Smoke rises from behind a building. In the foreground is a highway, on which a motorcycle is passing by.
Smoke rising from Dubai’s international airport after an attack last month. Credit...Agence France-Presse — Getty Images

Vivian Nereim

April 8, 2026, 6:17 a.m. ET

With a fragile cease-fire announced between the United States and Iran, leaders in Persian Gulf countries are grappling with a troubling new reality.

Politicians, investors and residents in wealthy cities like Dubai and Doha once believed they were essentially immune to the region’s conflicts. The American-Israeli war with Iran has smashed that assumption.

Gulf countries must repair the damage caused by thousands of Iranian missiles and drones. Most expect their economic output to shrink this year because of disruptions to their energy exports.

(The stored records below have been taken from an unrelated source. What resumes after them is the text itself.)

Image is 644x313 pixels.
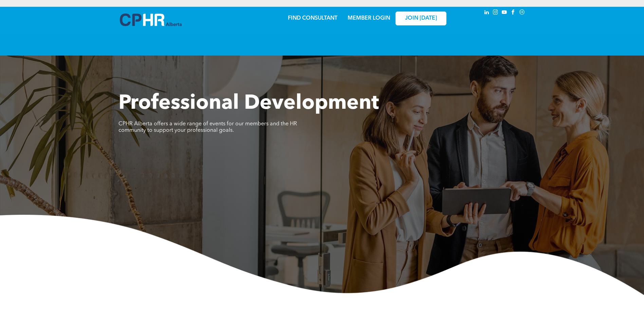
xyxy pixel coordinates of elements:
[510,8,517,18] a: facebook
[118,94,379,114] span: Professional Development
[483,8,491,18] a: linkedin
[395,11,447,26] a: JOIN [DATE]
[120,14,181,26] img: A blue and white logo for cp alberta
[405,15,437,22] span: JOIN [DATE]
[288,15,337,21] a: FIND CONSULTANT
[501,8,508,18] a: youtube
[492,8,500,18] a: instagram
[118,121,297,133] span: CPHR Alberta offers a wide range of events for our members and the HR community to support your p...
[519,8,526,18] a: Social network
[347,15,390,21] a: MEMBER LOGIN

But they are also being forced to re-evaluate their relationships with Israel, Iran and the United States — their main security guarantor — now that the war has exposed the vulnerability of their oil fields, water desalination plants, hotels and airports.

“All that we have with the U.S. today does not provide the guarantee we need now,” said Abdulaziz Sager, chairman of the Gulf Research Center, a think tank in Saudi Arabia. “Will that stop any attack against us? No.”

Governments wishing for a viable alternative guarantor, however, may find that there is none. And if the cease-fire becomes a more durable end to the war, they could be left to face a weakened Iran that can still periodically attack them.